Even after the national election, many Americans still are debating whether the country is moving in the right direction. Miamians should be asking the same about the Magic City.
They have every right to, when they see headlines detailing the revolving door of administrators at City Hall; hiring based on whom one knows, not the merits; an SEC investigation into the city’s burnishing of it financial picture in advance of a bond sale; declarations of fiscal urgency; and Band-Aid solutions to deeply rooted financial challenges.
Here’s what’s missing: stability — administrative, financial and political. The city is being drained of accomplished administrators with institutional memory at a time when it needs their experience most. The city’s finances continue to be a thing of mystery and surprise — the latest being the unexpected $45 million surplus that the budget director discovered last week.
The tone — and lack of vision — are being set from the top. It’s time for Mayor Tomás Regalado to get to the root of the problems, and then have the political courage to hand the reins to a team of competent staffers to fix the city’s financial challenges. Instead, he has too often insisted that all is well, things are fine and that “it would be unfair to say there is instability,” as he told The Miami Herald recently.

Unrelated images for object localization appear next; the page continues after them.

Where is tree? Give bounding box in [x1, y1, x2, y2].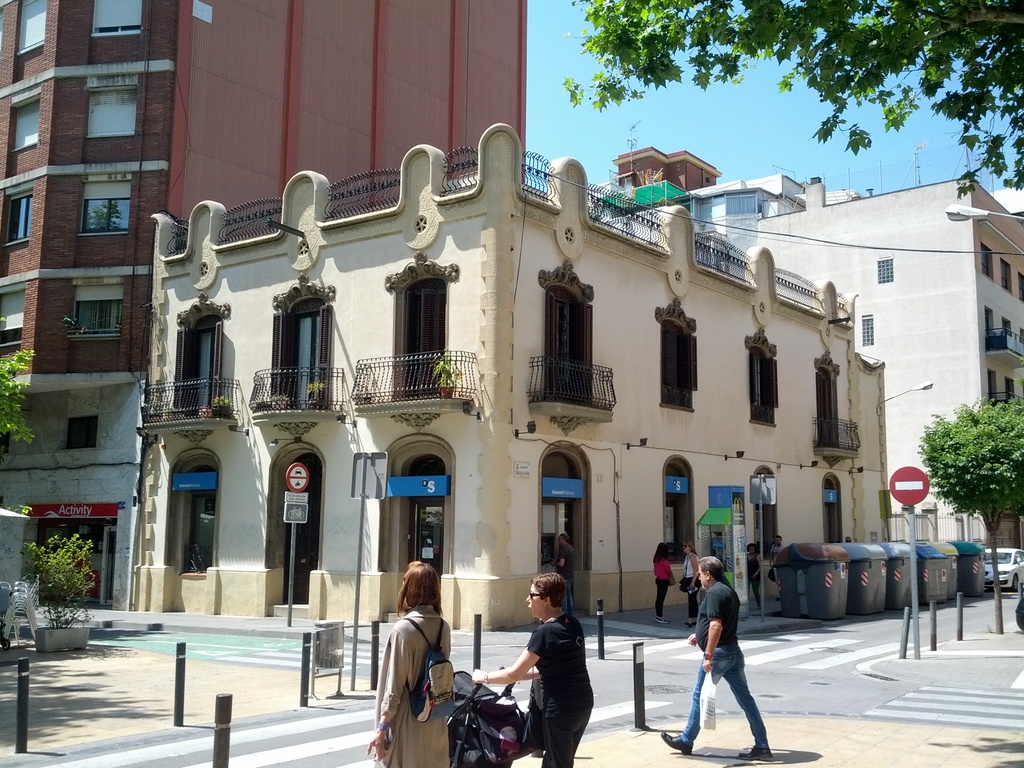
[913, 399, 1023, 632].
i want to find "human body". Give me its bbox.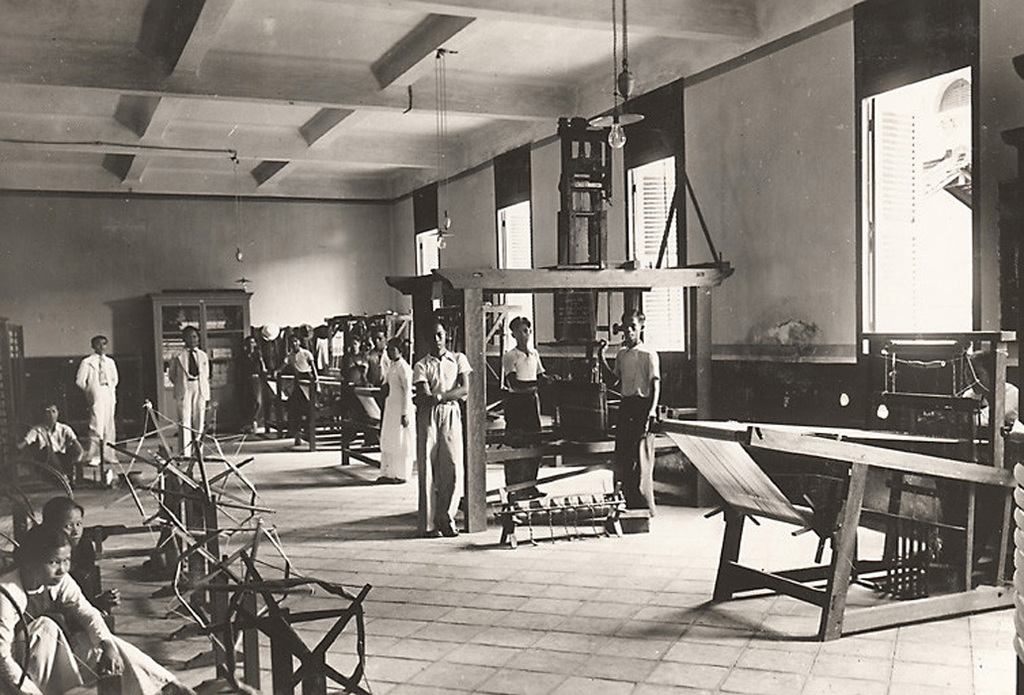
[163, 323, 210, 461].
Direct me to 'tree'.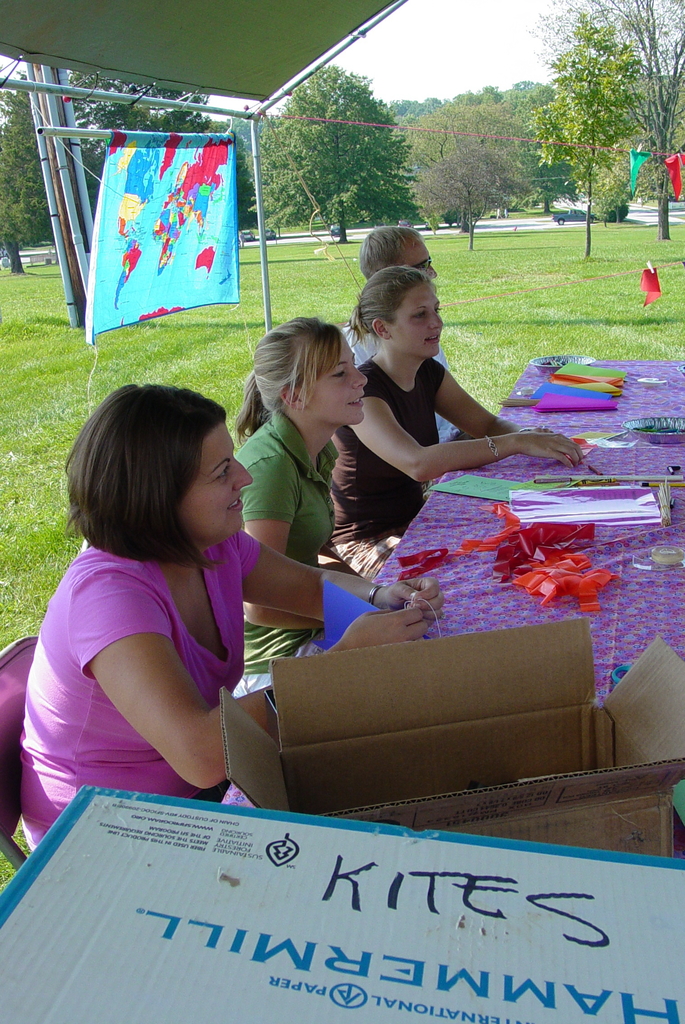
Direction: detection(380, 97, 444, 123).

The numbers say otherwise, Mr. Mayor. Since Mr. Regalado assumed the mayor’s office three years ago, there have been four city managers, three police chiefs, three budget directors, three finance directors, three directors of solid-waste — everything but the partridge in a pear tree.

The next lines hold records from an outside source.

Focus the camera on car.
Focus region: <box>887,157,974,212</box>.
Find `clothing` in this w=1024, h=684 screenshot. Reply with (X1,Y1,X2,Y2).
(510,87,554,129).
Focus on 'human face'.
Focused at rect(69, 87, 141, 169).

This is not an indication of a smoothly gliding ship of state. It’s a sign that things are not well. The high rate of turnover speaks volumes: competent administrators left to fend for themselves in a highly charged political atmosphere; others are unqualified for the positions they hold. In fact, the most recent finance director, Stephen Petty, resigned because he didn’t meet even the minimum requirements for the job. He didn’t have the bonafides, but his brother, John, is the longtime business partner of the city’s chief financial officer Janice Larned.

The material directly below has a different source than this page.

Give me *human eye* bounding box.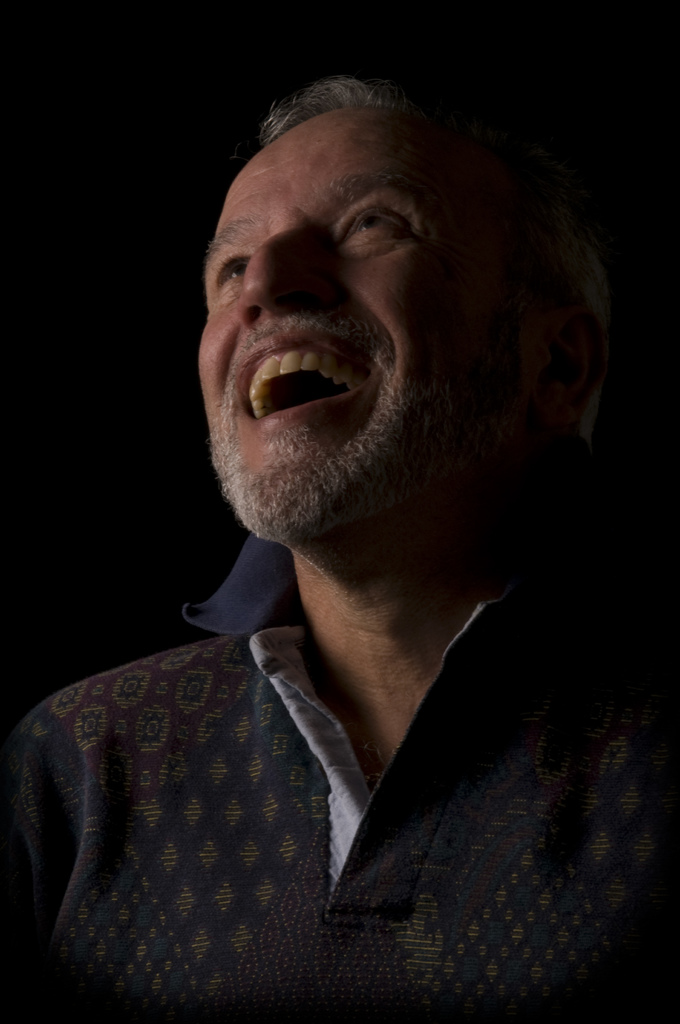
{"x1": 339, "y1": 190, "x2": 424, "y2": 256}.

Here’s where City Manager Johnny Martinez should be stepping up, shielding his staffers from the political whims of the mayor and commission and focusing like a laser on the city’s financial challenges. That’s what County Mayor Carlos Gimenez did when he was city manager about a decade ago. When he left the city, he also left $140 million in reserves, which have since been raided, starting under the previous mayor, Manny Diaz. Mr. Regalado’s first administrator, Carlos Migoya, too, got tough with the unions to rein in their rich contracts when the good financial times stopped rolling. Instead, Mr. Martinez seems content to do the mayor’s lackluster bidding — and that seems to suit the mayor just fine.
All this is a distraction from the city’s more fundamental challenges: a revenue stream that took a big hit during the recession at the same time that luxuriant union contracts, including pensions, were taking a bigger bite. To be fair, Mayor Regalado inherited some of this fiscal mess, including the contracts and the SEC investigation. But the remedies have been piecemeal. For instance, the city goes back to the unions year after year to extract concessions to fill budget holes. That’s no way to firm up the fiscal ground over the long term.
The mayor is a decent man, great on constituent service, but Miami urgently needs more. It needs vision — and a road map.